Image Credit: Spotify

Oskar Stål, the Vice President of Personalization at Spotify talks about how Spotify recommends listeners new songs based on those they love.

In an interview with Spotify For the Record, Oskar Stål talked about how personlization came to Spotify, how it works and where it’s going in the future. When the service launched 15 years ago, Spotify functioned more like a library, letting users find and play the songs they already knew and loved, but with tens of million of tracks available on-demand, streaming opened up possibilities that the online music stores before them could never have done.

Perhaps the best examples of personalization and a favourite feature among fans are Spotify’s discovery playlists Discover Weekly and Release Radar. Updated every Monday, Discover Weekly is a collection of unheard songs based on the songs you love, while Release Radar, updated every Friday, is a collection of new songs from the artists you love. Both playlists are perfect for finding new music tailored to you. But personalization on Spotify doesn’t end there. The music streaming service has personalization baked into the experience from the home page the moment you sign up.

Spotify are constantly working on new and exciting ways to implement personalization across the platform. Launched earlier this year and updated daily, Spotify Mixes is a hub of playlists sorted into genres, artists and decades that you’ve shown an interest in. Each playlist is full of songs you love and the ones Spotify thinks you’ll love. Launched just last month, Spotify Blend merges two listeners’ taste profiles to form a playlist updated daily that combines the favourite tunes of both users. The most recent feature Spotify Enhanced is a toggle that adds suggested new songs that fit well into your custom-made playlist.

Image Credit: Spotify

Perhaps you’re a 46-year-old dad with three kids and no time to discover music by yourself, or a student looking for inspiration. It’s most helpful when you’re served something up and know it will be a mix of what you like and what you might like. Then you’ll stay for more.

If we really wanted to make you stay on the app three more minutes, we would play your favorite song. All we’d ever have to do is play your favorite 20 songs on a loop. But that would mean you’re not discovering anything, and you’d eventually get tired and bored of the audio experience.

Oskar Stål, Vice President of Personalization, Spotify
Image Credit: Spotify

Personalization goes deeper, with editorial curated playlists offering up the perfect playlist for every occasion without have to trawl through endless songs.

Songs to Sing in the Car might not look personalized, but it is. Each person is seeing music that fits that categorization, but that is also in line with what they enjoy listening to. In fact, there isn’t just one Spotify experience. There’s more like 365 million different experiences—one for each user—that’s deeply personalized to their wants and needs.

Oskar Stål, Vice President of Personalization, Spotify

How does personalization on Spotify work?

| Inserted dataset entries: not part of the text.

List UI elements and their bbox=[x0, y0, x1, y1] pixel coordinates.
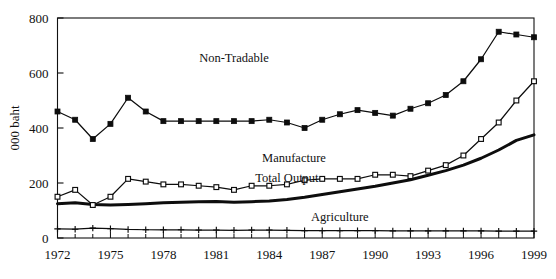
marker-manufacture bbox=[373, 172, 378, 177]
marker-agriculture bbox=[372, 227, 378, 233]
marker-manufacture bbox=[232, 187, 237, 192]
y-axis-tick-labels: 0200400600800 bbox=[29, 11, 49, 246]
marker-non-tradable bbox=[267, 117, 272, 122]
marker-non-tradable bbox=[302, 126, 307, 131]
marker-manufacture bbox=[126, 176, 131, 181]
marker-manufacture bbox=[355, 176, 360, 181]
marker-non-tradable bbox=[390, 113, 395, 118]
marker-agriculture bbox=[354, 227, 360, 233]
marker-agriculture bbox=[319, 227, 325, 233]
x-tick-label: 1999 bbox=[521, 247, 547, 262]
x-axis-ticks bbox=[58, 232, 535, 239]
marker-agriculture bbox=[195, 227, 201, 233]
marker-manufacture bbox=[179, 182, 184, 187]
marker-agriculture bbox=[443, 228, 449, 234]
marker-agriculture bbox=[54, 226, 60, 232]
marker-non-tradable bbox=[126, 95, 131, 100]
marker-manufacture bbox=[408, 174, 413, 179]
x-tick-label: 1972 bbox=[45, 247, 71, 262]
x-tick-label: 1987 bbox=[309, 247, 336, 262]
x-tick-label: 1984 bbox=[256, 247, 283, 262]
marker-manufacture bbox=[390, 172, 395, 177]
marker-non-tradable bbox=[90, 137, 95, 142]
x-tick-label: 1981 bbox=[203, 247, 229, 262]
marker-non-tradable bbox=[231, 119, 236, 124]
marker-agriculture bbox=[478, 228, 484, 234]
marker-agriculture bbox=[407, 228, 413, 234]
marker-manufacture bbox=[196, 183, 201, 188]
marker-agriculture bbox=[496, 228, 502, 234]
x-tick-label: 1975 bbox=[97, 247, 123, 262]
x-tick-label: 1996 bbox=[468, 247, 495, 262]
x-tick-label: 1978 bbox=[150, 247, 176, 262]
marker-agriculture bbox=[531, 228, 537, 234]
marker-non-tradable bbox=[408, 106, 413, 111]
data-series-group bbox=[58, 32, 535, 231]
marker-agriculture bbox=[248, 227, 254, 233]
marker-agriculture bbox=[301, 227, 307, 233]
y-axis-title-text: 000 baht bbox=[7, 105, 22, 151]
x-tick-label: 1990 bbox=[362, 247, 388, 262]
marker-non-tradable bbox=[214, 119, 219, 124]
marker-manufacture bbox=[479, 137, 484, 142]
marker-manufacture bbox=[320, 176, 325, 181]
series-label-non-tradable: Non-Tradable bbox=[199, 51, 269, 65]
marker-non-tradable bbox=[514, 32, 519, 37]
marker-non-tradable bbox=[320, 117, 325, 122]
line-chart-figure: 0200400600800 19721975197819811984198719… bbox=[0, 0, 556, 279]
series-line-non-tradable bbox=[58, 32, 535, 139]
marker-agriculture bbox=[460, 228, 466, 234]
x-axis-tick-labels: 1972197519781981198419871990199319961999 bbox=[45, 247, 548, 262]
marker-non-tradable bbox=[179, 119, 184, 124]
marker-manufacture bbox=[337, 176, 342, 181]
series-label-total-output: Total Output bbox=[255, 171, 319, 185]
marker-manufacture bbox=[73, 187, 78, 192]
marker-non-tradable bbox=[249, 119, 254, 124]
x-tick-label: 1993 bbox=[415, 247, 441, 262]
marker-manufacture bbox=[161, 182, 166, 187]
marker-agriculture bbox=[337, 227, 343, 233]
y-tick-label: 800 bbox=[29, 11, 49, 26]
marker-manufacture bbox=[514, 98, 519, 103]
marker-agriculture bbox=[125, 226, 131, 232]
marker-non-tradable bbox=[355, 108, 360, 113]
marker-non-tradable bbox=[461, 79, 466, 84]
marker-manufacture bbox=[461, 153, 466, 158]
y-tick-label: 0 bbox=[42, 231, 49, 246]
marker-agriculture bbox=[72, 226, 78, 232]
marker-non-tradable bbox=[55, 109, 60, 114]
series-label-agriculture: Agriculture bbox=[311, 210, 369, 224]
marker-agriculture bbox=[513, 228, 519, 234]
y-tick-label: 400 bbox=[29, 121, 49, 136]
marker-agriculture bbox=[390, 228, 396, 234]
marker-agriculture bbox=[143, 227, 149, 233]
marker-non-tradable bbox=[143, 109, 148, 114]
marker-agriculture bbox=[284, 227, 290, 233]
marker-agriculture bbox=[90, 225, 96, 231]
marker-agriculture bbox=[425, 228, 431, 234]
marker-non-tradable bbox=[532, 35, 537, 40]
marker-non-tradable bbox=[426, 101, 431, 106]
marker-non-tradable bbox=[196, 119, 201, 124]
marker-non-tradable bbox=[373, 110, 378, 115]
marker-manufacture bbox=[532, 79, 537, 84]
marker-agriculture bbox=[213, 227, 219, 233]
y-tick-label: 600 bbox=[29, 66, 49, 81]
marker-non-tradable bbox=[161, 119, 166, 124]
marker-agriculture bbox=[107, 225, 113, 231]
marker-agriculture bbox=[160, 227, 166, 233]
marker-manufacture bbox=[443, 163, 448, 168]
marker-manufacture bbox=[55, 194, 60, 199]
marker-agriculture bbox=[231, 227, 237, 233]
marker-non-tradable bbox=[108, 121, 113, 126]
marker-manufacture bbox=[249, 183, 254, 188]
chart-canvas: 0200400600800 19721975197819811984198719… bbox=[0, 0, 556, 279]
marker-non-tradable bbox=[496, 29, 501, 34]
series-annotation-labels: Non-TradableManufactureTotal OutputAgric… bbox=[199, 51, 369, 224]
marker-manufacture bbox=[143, 179, 148, 184]
marker-manufacture bbox=[108, 194, 113, 199]
marker-manufacture bbox=[496, 120, 501, 125]
marker-non-tradable bbox=[337, 112, 342, 117]
marker-non-tradable bbox=[73, 117, 78, 122]
y-tick-label: 200 bbox=[29, 176, 49, 191]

Personalization on Spotify uses machine learning. Improving over time, each song is recommended using a complex code-based system with thousands of inputs.

Imagine you and another person have similar music tastes. You have four of the same top artists, but your fifth artists are different. We would take those two near-matches and think, ‘Hmm, maybe each person would like the other’s fifth artist’ and suggest it. Now imagine that process happening at scale—not just one-on-one, but thousands, millions of connections and preferences being considered instantaneously, and always updating. Every day, half a trillion events, whether they are searches, listens, or likes, take place on Spotify, powering and guiding our machine learning system.

Breakthroughs in machine learning have really allowed us to rethink how we can help users discover new audio content. While in many instances machine learning has remained focused on solving for the immediate click—‘You like this song. Let me offer you more of the same kind of music’—we’re now able to better understand content and the ways listeners and creators relate to it.

Oskar Stål, Vice President of Personalization, Spotify

The future of personalization at Spotify

As they continue to dominate the market, Spotify sees opportunities for further personalization in podcasts. However Spotify stress it’s much harder to gage whether listeners are enjoying a show or episode as it takes longer than the typical 20 seconds it takes for most to judge a song.

We’re investing heavily in developing the world’s best-recommendation algorithms to power connections between podcasters and listeners. We already have a really good system in place thanks to over 10 years recommending music, and it turns out that we can even predict what kinds of podcasts a listener might enjoy based on their taste in music.

Oskar Stål, Vice President of Personalization, Spotify

Personalization on Spotify doesn’t only benefit the listener. Spotify provides a fantastic opportunity for smaller artists to break into the mainstream and develop a global audience.

Personalization is really a two-way street. The insights we’ve gathered allow us to see that there might be a Finnish artist who has music that would be a hit in Latin America. And we have the opportunity to bring that music to those listeners in Latin America through our personalization channels. This then introduces the artist to a more global audience that might not have been able to discover them on their own.

Personalization is essential to the listening experience. What we’re really working towards is creating a more holistic understanding of listeners by optimising for long-term satisfaction rather than for short-term clicks, offering them a more fulfilling content diet. Listeners are on a journey of discovery, and we want to help them have the best experience as they discover the millions of audio content available on Spotify.